Madeline Miller won this year's Orange Prize for her book "The Song of Achilles" which I have just finished reading. I know there are criticisms of it, especially that by Daniel Mendelsohn in the NY Times but I found it engaging and entertaining. I recommend it to everyone. Joanna Trollope, chair of the judges for the prize said, ""This is a more than worthy winner - original, passionate, inventive and uplifting. Homer would be proud of her."

Much has been said by the author of finding the right way to express the voice of Patroclus in a lyrical not an epic mode. I think the voice succeeds.



The Iliad, from which the story of Achilles derives, can be dated to 750BCE with elements in it five hundred years older. Since the distinction between myth and history was made only in the 5th C BCE with writers like Herodotus and Thucydides, many people thought that the mythos that made up the Iliad had taken place.

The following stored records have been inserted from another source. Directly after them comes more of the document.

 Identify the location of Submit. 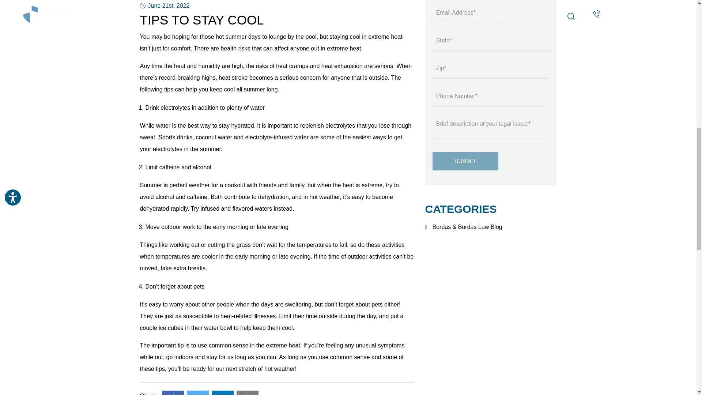
(465, 161).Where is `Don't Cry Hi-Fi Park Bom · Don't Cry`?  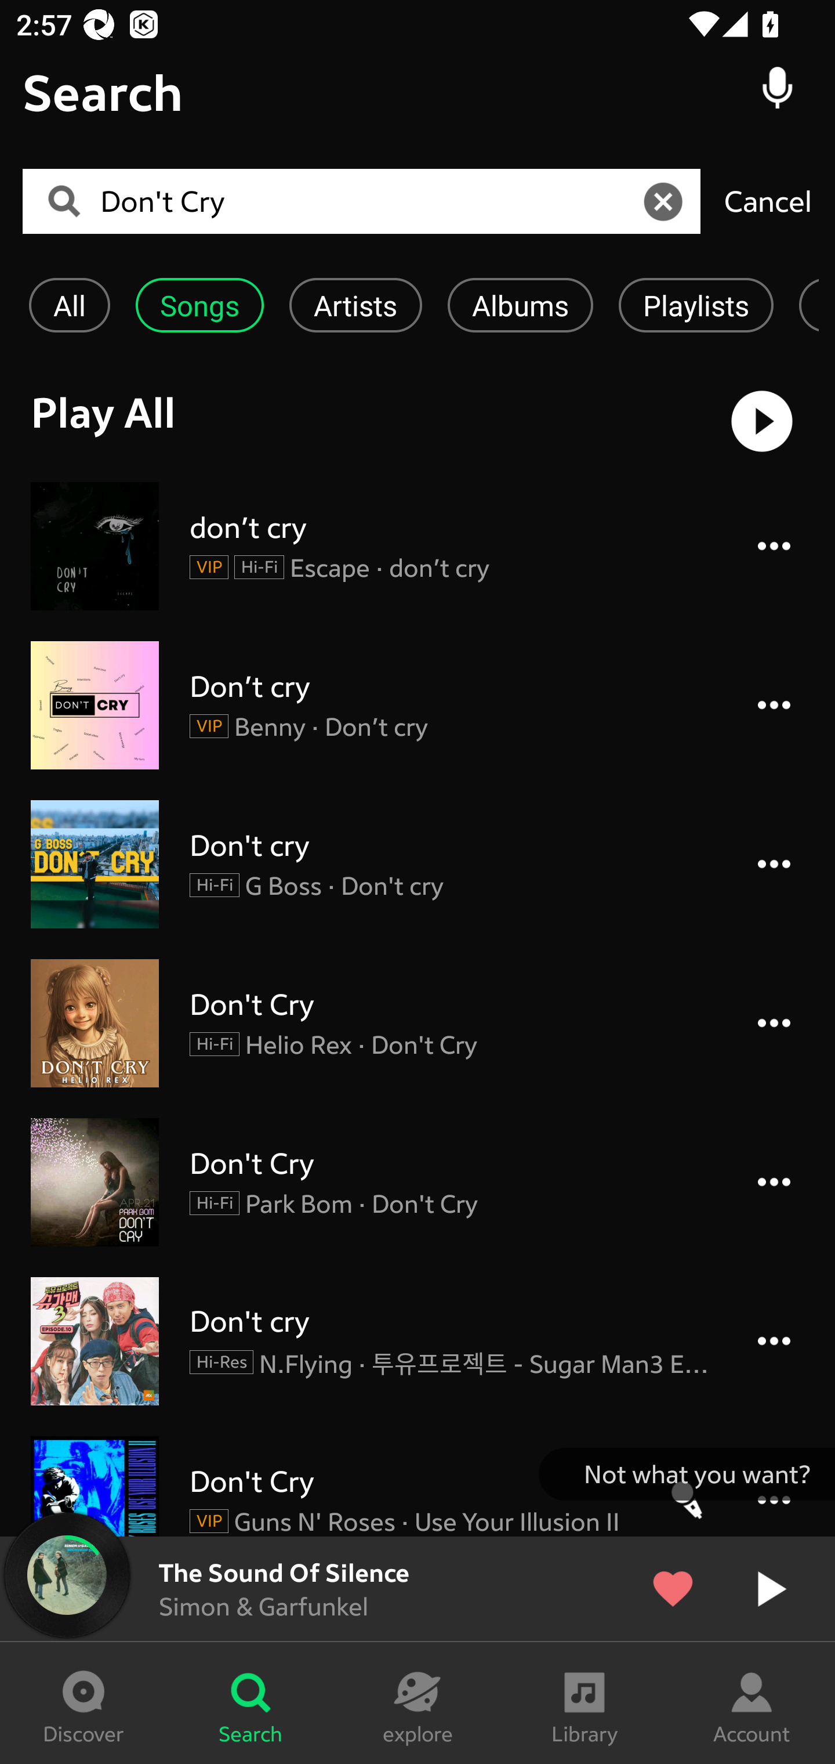
Don't Cry Hi-Fi Park Bom · Don't Cry is located at coordinates (418, 1183).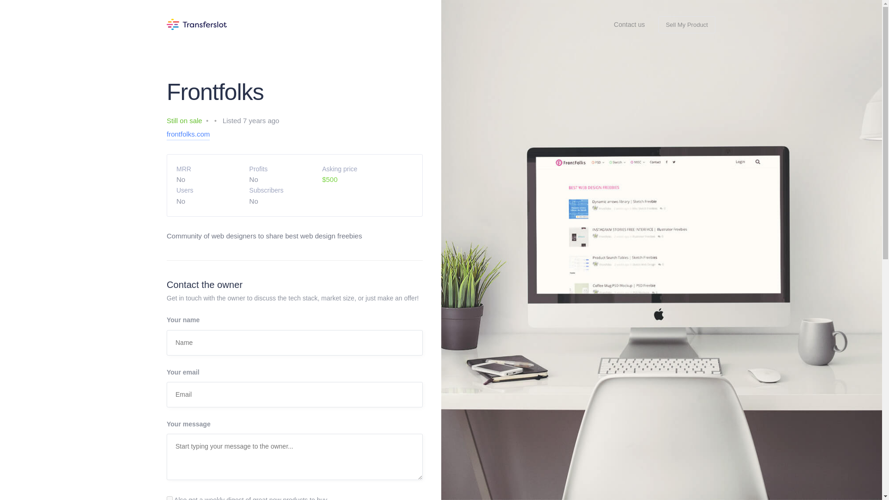  I want to click on 1, so click(169, 498).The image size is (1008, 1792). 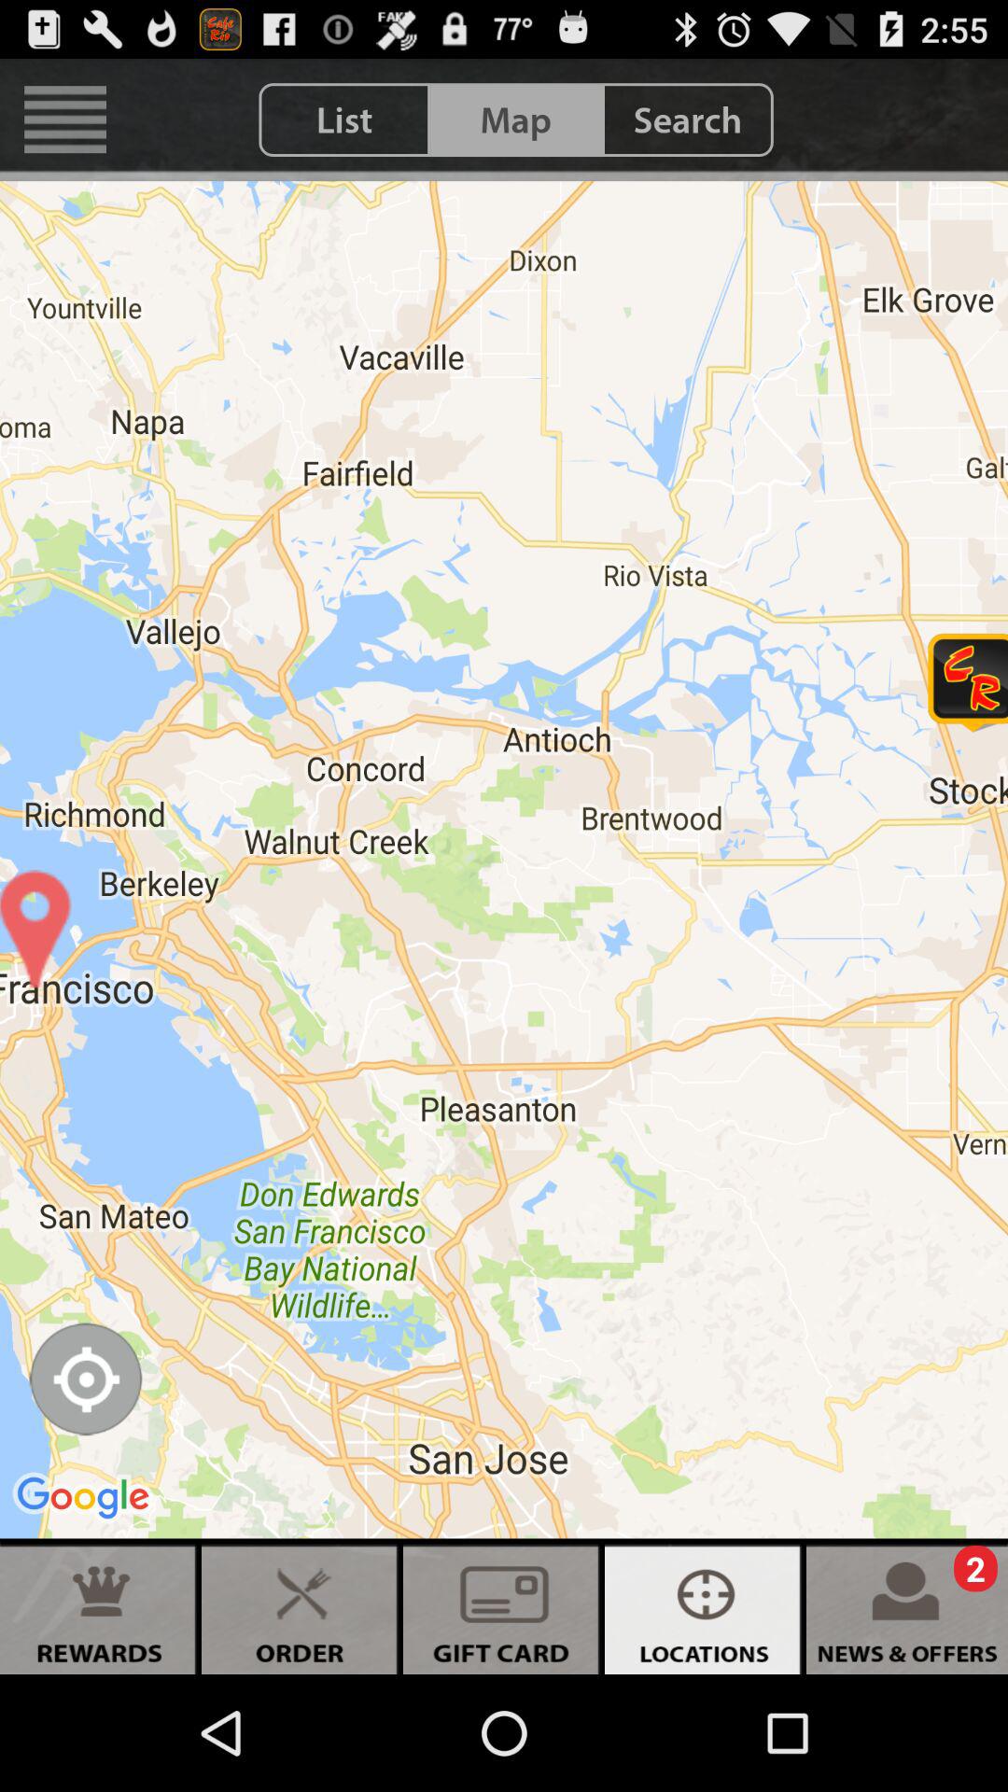 What do you see at coordinates (86, 1379) in the screenshot?
I see `location` at bounding box center [86, 1379].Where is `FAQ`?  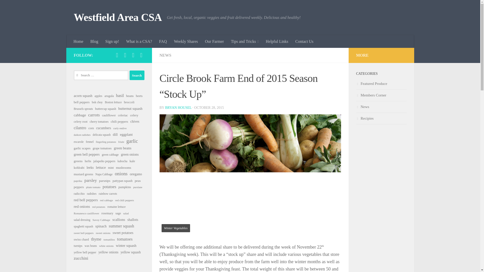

Rewriting stories like that of the Iliad from the Classical World isn't new but when it's done so well that the reader wants to re-read the original, then surely, the re-write has been done well. Madeline Miller talks about giving Patroclus a voice in her writing:

In the past years, I have read some truly stunning ones, including Zachary Mason’s The Lost Books of the Odyssey, Margaret Atwood’s Penelopiad and David Malouf’s Ransom. Not one of these authors seeks to supplant Homer, but to engage and illuminate him. They do what adaptation does at its very best: stand brilliantly on its own, while inspiring a fresh look at the original. And there is absolutely nothing lazy about any of it – all those works show how the authors steeped themselves in the source material, and how thoughtfully they approached it. Besides, if I had been thinking straight from the beginning, I would have realised that some of my favourite ancient authors are themselves adapters – Virgil’s Aeneid is based on the Iliad and Odyssey, and Ovid’s Metamorphoses draws on everyone from Homer to Virgil himself.